The first thing you need to do in order to play back or capture sound is open a connection to a PCM playback or capture device.
The API calls for opening a PCM device are:
Using this function makes your application more flexible, because you don't need to know the card and device numbers; the function can pass back to you the card and device that it opened.
All these API calls set a PCM connection handle that you'll use as an argument to all other PCM API calls. This handle is very analogous to a file stream handle. It's a pointer to a snd_pcm_t structure, which is an opaque data type.
These functions, like others in the QSA API, work for both capture and playback channels. They take as an argument a channel direction, which is one of:
This code fragment from the wave.c example in the appendix uses these functions to open a playback device:
if (card == -1) { if ((rtn = snd_pcm_open_preferred (&pcm_handle, &card, &dev, SND_PCM_OPEN_PLAYBACK)) < 0) return err ("device open"); } else { if ((rtn = snd_pcm_open (&pcm_handle, card, dev, SND_PCM_OPEN_PLAYBACK)) < 0) return err ("device open"); }
If the user specifies a card and a device number on the command line, this code opens a connection to that specific PCM playback device. If the user doesn't specify a card, the code creates a connection to the preferred PCM playback device, and snd_pcm_open_preferred() stores the card and device numbers in the given variables.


What you will do: The records below need to be set down again exactly; their images stay out.

Images for object localization:
________________________

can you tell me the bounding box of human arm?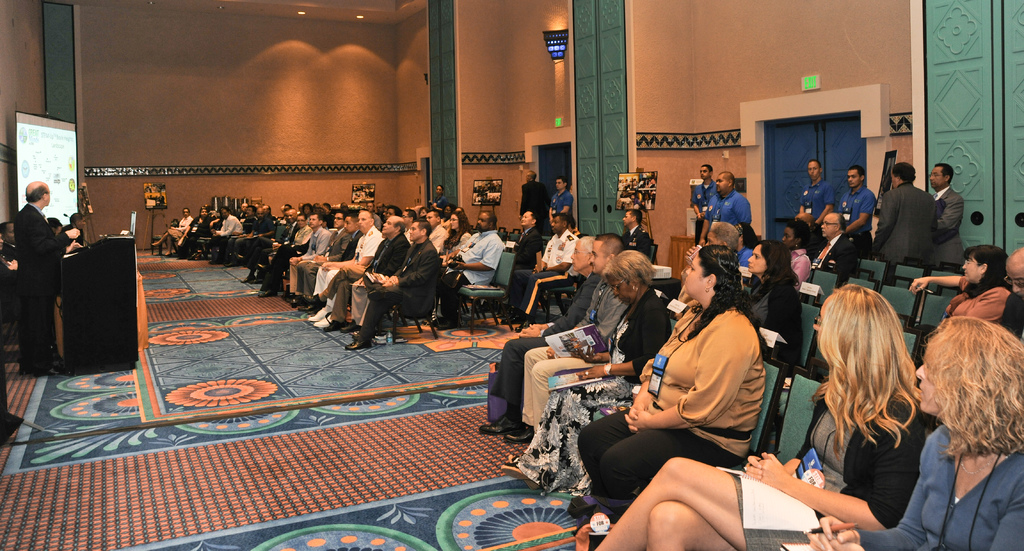
Rect(742, 397, 943, 532).
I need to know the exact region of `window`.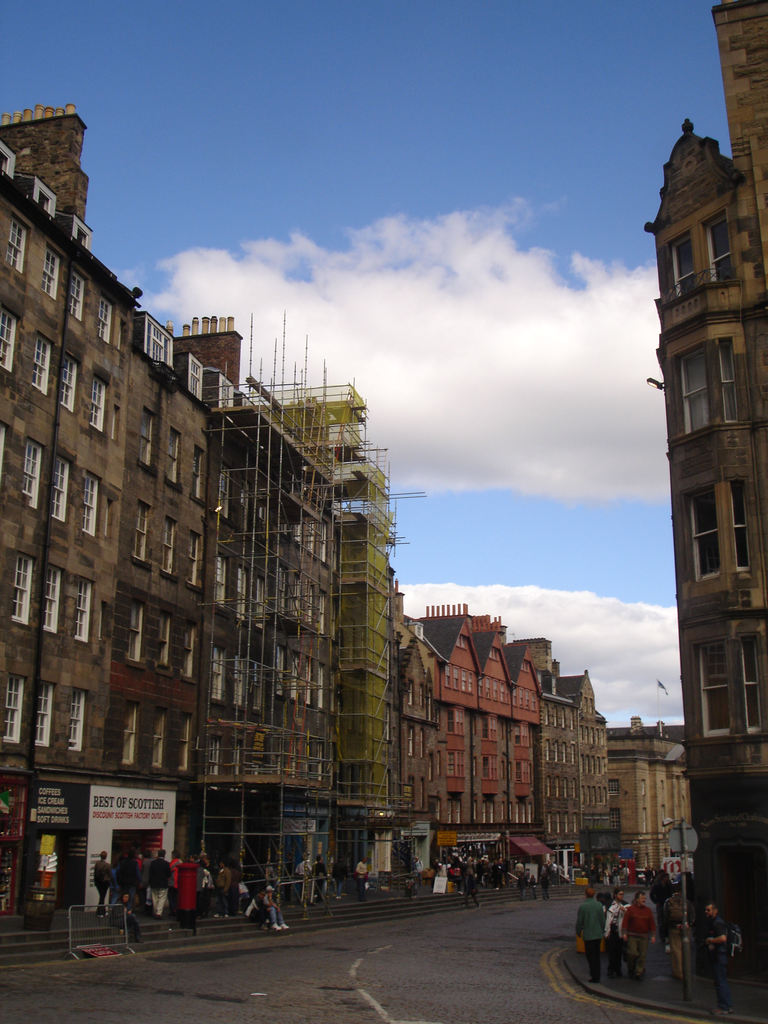
Region: (left=32, top=685, right=51, bottom=749).
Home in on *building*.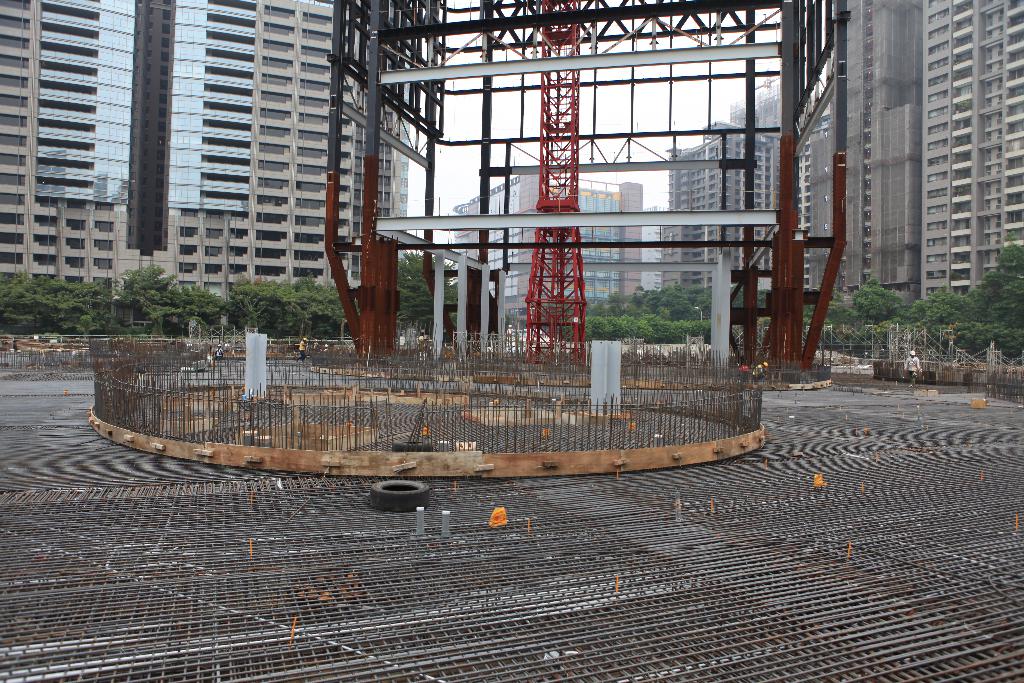
Homed in at box(449, 160, 643, 325).
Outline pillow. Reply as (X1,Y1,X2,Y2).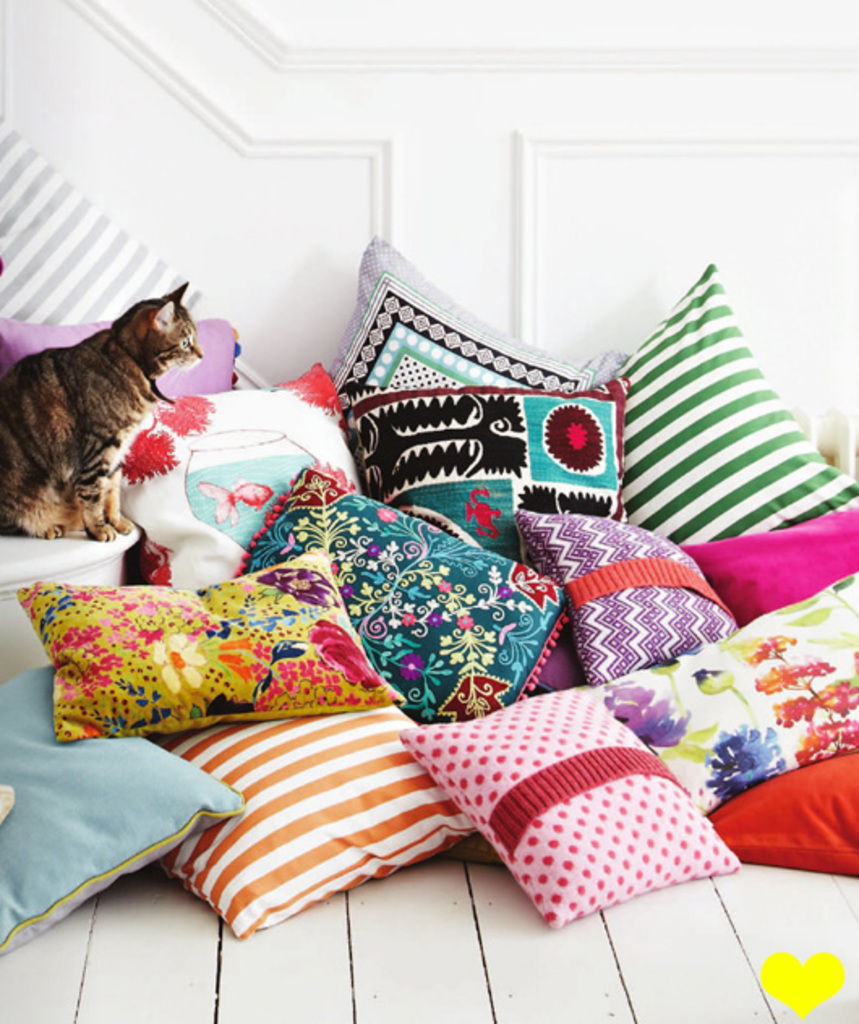
(6,583,365,745).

________________________

Answer space:
can you tell me the bounding box of human arm?
Rect(742, 397, 943, 532).
I need to know the exact region of `window`.
Region: (left=32, top=685, right=51, bottom=749).
Home in on *building*.
Homed in at box(449, 160, 643, 325).
Outline pillow. Reply as (X1,Y1,X2,Y2).
(6,583,365,745).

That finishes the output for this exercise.